At the January 22, 2026 BPAC Infrastructure Committee meeting, Oakland DOT staff provided an introductory presentation on a planned corridor project along 18th Street in West Oakland. This project is funded by a state Affordable Housing and Sustainable Communities (AHSC) grant and includes repaving, railroad track removal, a road diet, pedestrian safety islands, buffered bike lanes, and other potential elements.
An excerpt is below, followed by the full presentation and notes.
Background and Timeline
- Affordable Housing Sustainable Communities (AHSC) – California grant program that funds combined housing and transportation projects that reduce greenhouse gas emissions.
- This application was awarded for the Mandela Station affordable housing project and this 18th St transportation project.
- 2020: Approved as part of an Affordable Housing Sustainable Communities (AHSC) grant award.
- 2020-2025: Affordable Housing Development Team finalized funding package and required agreements.
- 2024-2025: 18th St from Wood St to Mandela Parkway paved and project scope implemented.
- Spring 2026: 17th St/18th St from Market St to Brush St will be installed by a currently in-construction project.
- Summer 2026: This section 18th St from Peralta St to Market St planned to be installed.
Next Steps
- January-February:
- Stakeholder introductions and assess community needs
- Develop initial conceptual design
- February-March:
- Additional stakeholder outreach
- Broader public outreach (mailer, site walks, etc.) as appropriate
- Refine conceptual design
- Spring
- Detailed design
- Summer
- Construction
Presentation







Presentation notes
- This project is a collaboration between Oakland DOT’s complete streets infrastructure division and the bicyclist division. Separate upgrades on the corridor are also happening through through the paving program, starting later in 2026.

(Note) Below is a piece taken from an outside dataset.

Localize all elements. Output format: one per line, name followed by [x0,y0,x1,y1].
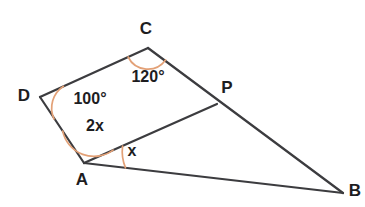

- The entire design process will be completed in-house by OakDOT staff.
- 18th St used to connect to the Cypress Freeway prior to its demolition following the Loma Prieta earthquake. It no longer serves this purpose and is overbuilt for current uses.
- The grant funding program that funded this project is primarily for affordable housing in West Oakland. It also includes this 18th Street project as well as new BART cars, transit passes, bike education classes, and other investments.
- This grant funding covers 18th St from Brush to Wood.
- 18th from Wood to Mandela has already been paved and upgraded via paving program and private development (speed humps, stop sign changes, and some buffered bike lanes).
- Market to Mandela a separate project is already underway
- So this project will include Market to Brush, similar treatments to West Street project completed several years ago between 52nd St and San Pablo Ave.
- This project was initiated a long time ago, so staff will be reconnecting with key stakeholders in the community to get feedback and accommodate additional needs.
- Oakland DOT staff will try to come back to the committee at the March meeting with a more detailed design update.
Discussion notes
- Will the painted buffer bike lanes be safe?
- For the connection to KIPP Bridge Academy, is a one-way to two-way conversation being considered for 17th/18th Street?
- The separate project from Market to Brush will include eastbound bike lanes.
- Make sure to connect with the Ballers baseball team for coordination and promotion after construction, since this facility will deliver people directly to the ballpark — they are interested in increasing bike modeshare to games.
- The other project will add bike lanes from Market to MLK eastbound, but not MLK to Brush eastbound — Please consider future opportunities to complete this bikeway gap.
- Will there be posts or daylighting to constrain car turning speeds at intersections that aren’t getting pedestrian islands?
- Project will do standard daylighting for right-turn visibility but no sidewalk extensions.
- Is there any treatment near schools to address school pick-up/drop-off traffic bike lane blockages?
- This is a known issue at many schools around Oakland – Previously a treatment similar to Berkeley HS on Milvia in Berkeley was considered — It turned out to be too expensive to incorporate into this project, but staff will continue looking for opportunities.
- Bike East Bay was included in the AHSC grant funding to provide 3 years of bike education programming for future affordable housing development residents — very happy that the 18th St will be completed before the housing, allowing Bike East Bay to take residents on rides using the new facility — this funding is an agreement between the developer and Bike East Bay, and not with the city.